In the operating room, Alcerro Diaz clamped off the bleeding artery and vein. Both were badly torn. He carefully sutured the damaged ends of the vein, then began the delicate task of stitching a four-centimetre artificial graft to join the destroyed ends of the artery.
After more than two hours, the surgeon held his breath as he removed the clamps, then grinned with relief as blood flowed into Wally’s swollen leg.
By the next day, the patient was stable and his children were allowed to see him. They entered Wally’s room one at a time, and he gripped their hands. “Thanks for being there for me,” he said.

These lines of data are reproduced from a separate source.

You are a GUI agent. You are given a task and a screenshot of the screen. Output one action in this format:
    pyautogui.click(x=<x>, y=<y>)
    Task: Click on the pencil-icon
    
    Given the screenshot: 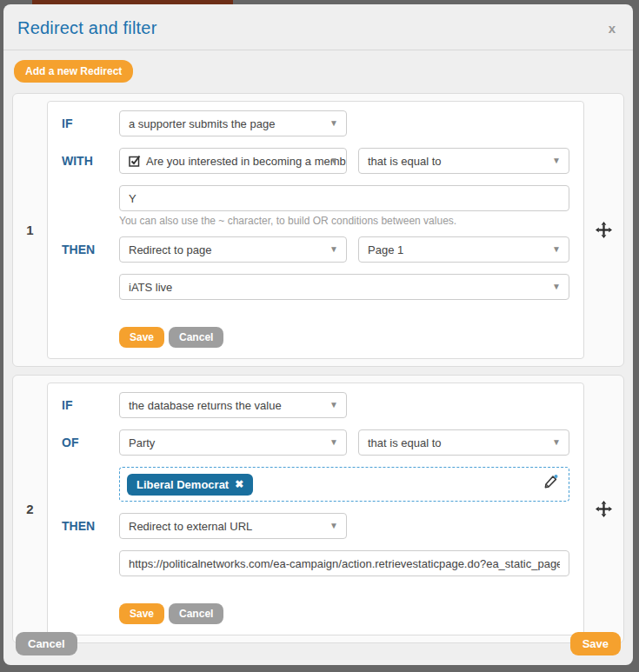 What is the action you would take?
    pyautogui.click(x=550, y=482)
    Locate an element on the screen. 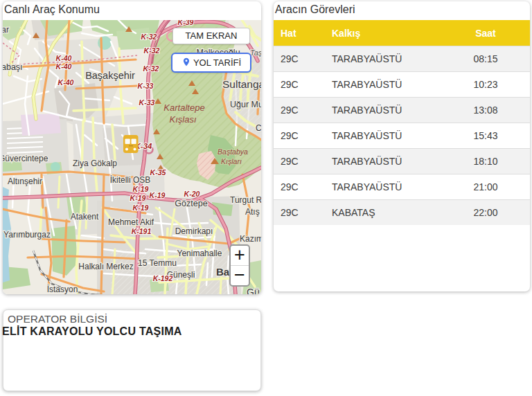 This screenshot has width=532, height=396. svg-text: K-20 is located at coordinates (193, 194).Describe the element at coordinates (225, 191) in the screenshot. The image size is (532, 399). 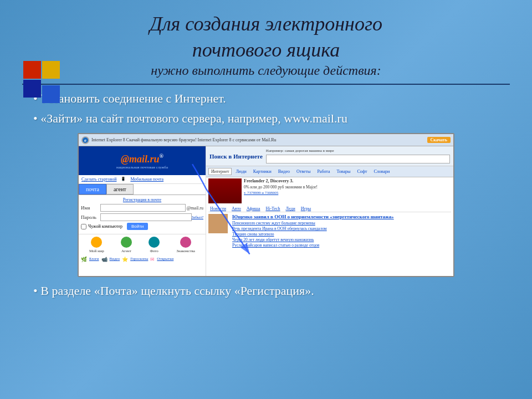
I see `car-image` at that location.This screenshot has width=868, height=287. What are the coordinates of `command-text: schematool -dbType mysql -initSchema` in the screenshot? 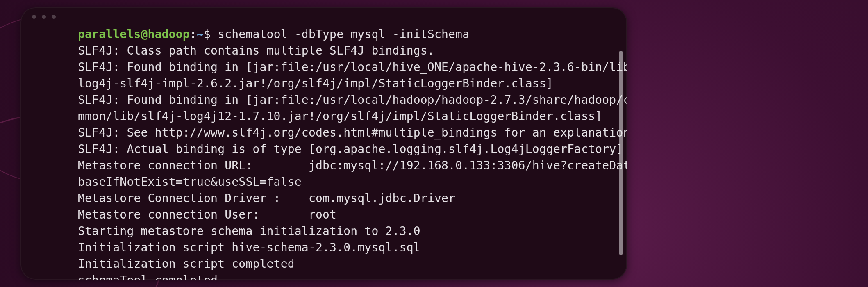 It's located at (343, 34). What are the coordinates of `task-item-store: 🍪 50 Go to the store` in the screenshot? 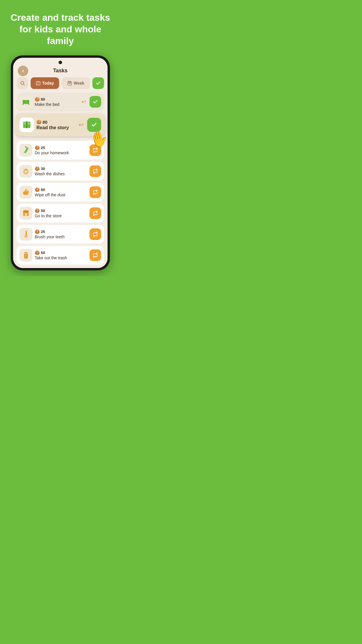 It's located at (60, 213).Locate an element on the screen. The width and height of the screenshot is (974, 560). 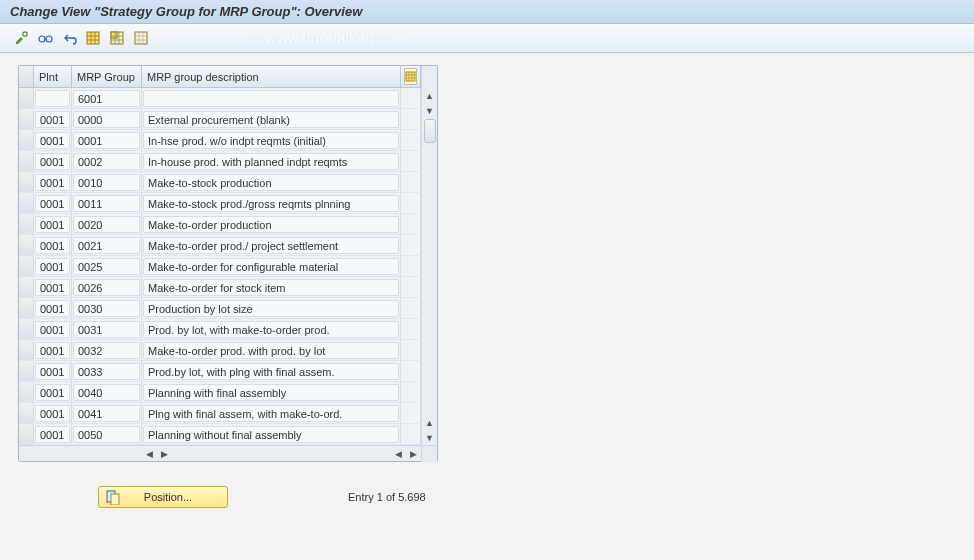
cell-desc: In-hse prod. w/o indpt reqmts (initial) is located at coordinates (272, 140).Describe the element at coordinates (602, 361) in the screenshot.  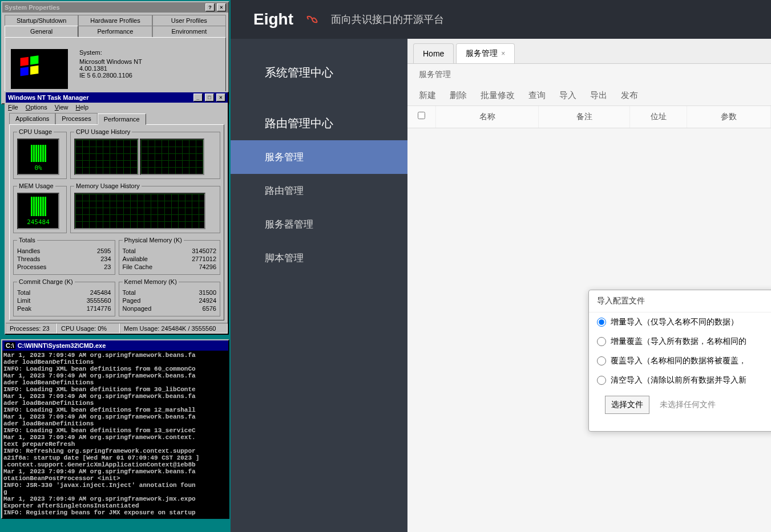
I see `radio-overwrite-import` at that location.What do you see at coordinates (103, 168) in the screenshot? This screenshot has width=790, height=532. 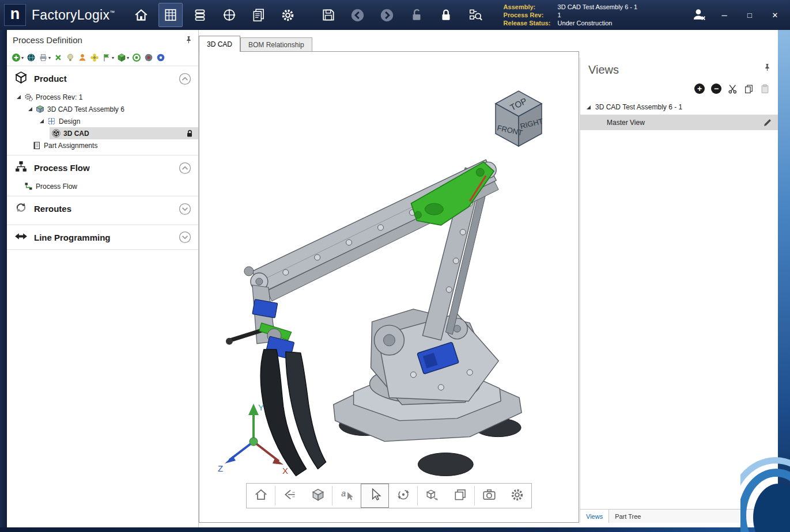 I see `section-process-flow: Process Flow` at bounding box center [103, 168]. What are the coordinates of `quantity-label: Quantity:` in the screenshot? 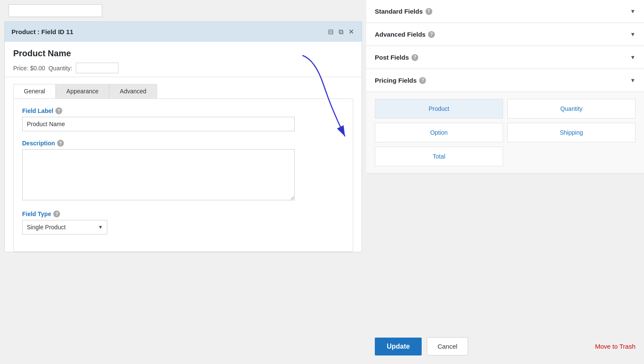 It's located at (60, 68).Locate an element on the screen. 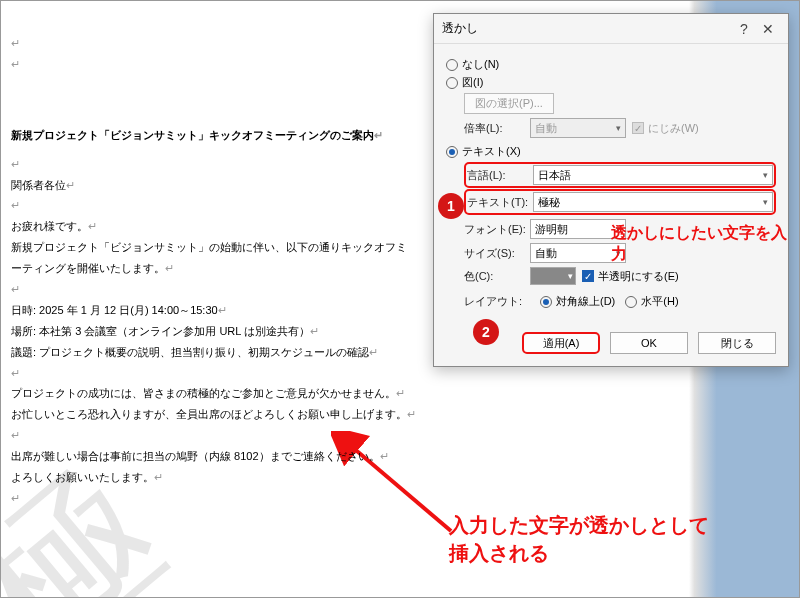  radio-image: 図(I) is located at coordinates (611, 82).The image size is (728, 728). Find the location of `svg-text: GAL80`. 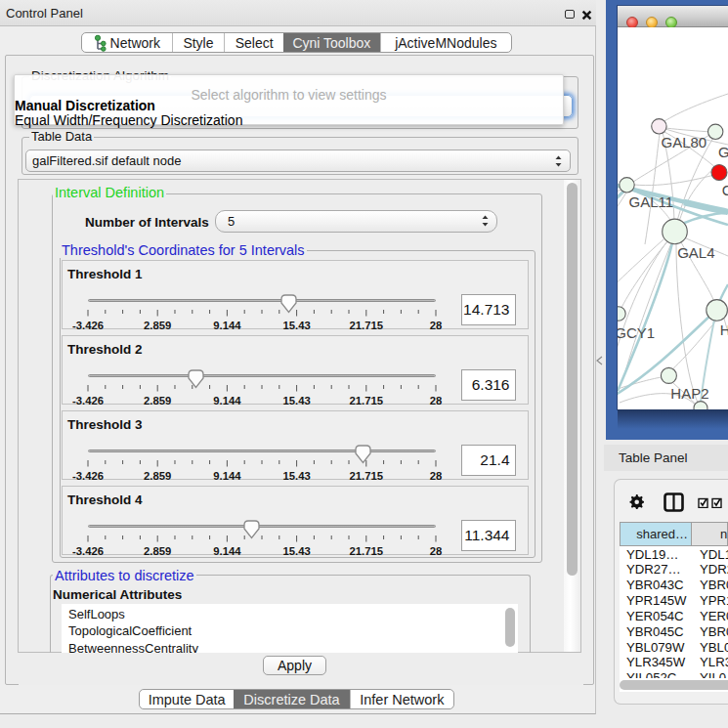

svg-text: GAL80 is located at coordinates (684, 143).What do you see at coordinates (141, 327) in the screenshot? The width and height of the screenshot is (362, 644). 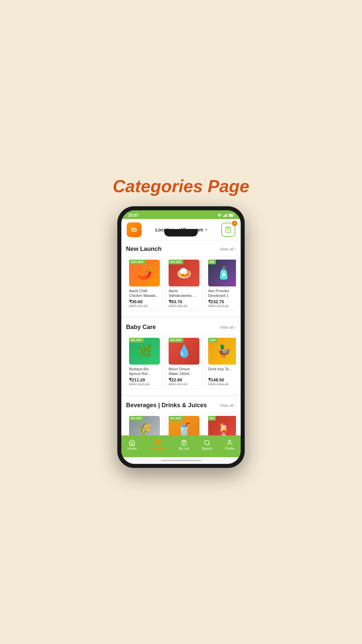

Nine days later, a boil appeared on his buttock. “That’s no boil. That’s the bullet,” Sharleen declared. It was removed, and 24 hours later Wally left the hospital on crutches.
Wally’s recuperation in Honduras lasted long enough for Sharleen to oversee another four first-aid courses. By February, one month after the shooting, he could limp a kilometre, and the family drove to the Caribbean Bay Islands—sticking to the main highway—for the holiday they’d missed. They returned home to B.C. in March.
The Canadian Embassy reported the crime to the Criminal Investigation Branch in Juticalpa. Armed with the Eamers’ description of the gunman, the police conducted an investigation, but the robber was never caught.
Wally Eamer kept the dented bullet that nearly killed him as a reminder of his good fortune.
“You have to be proud of kids who saved your life,” he says, smiling.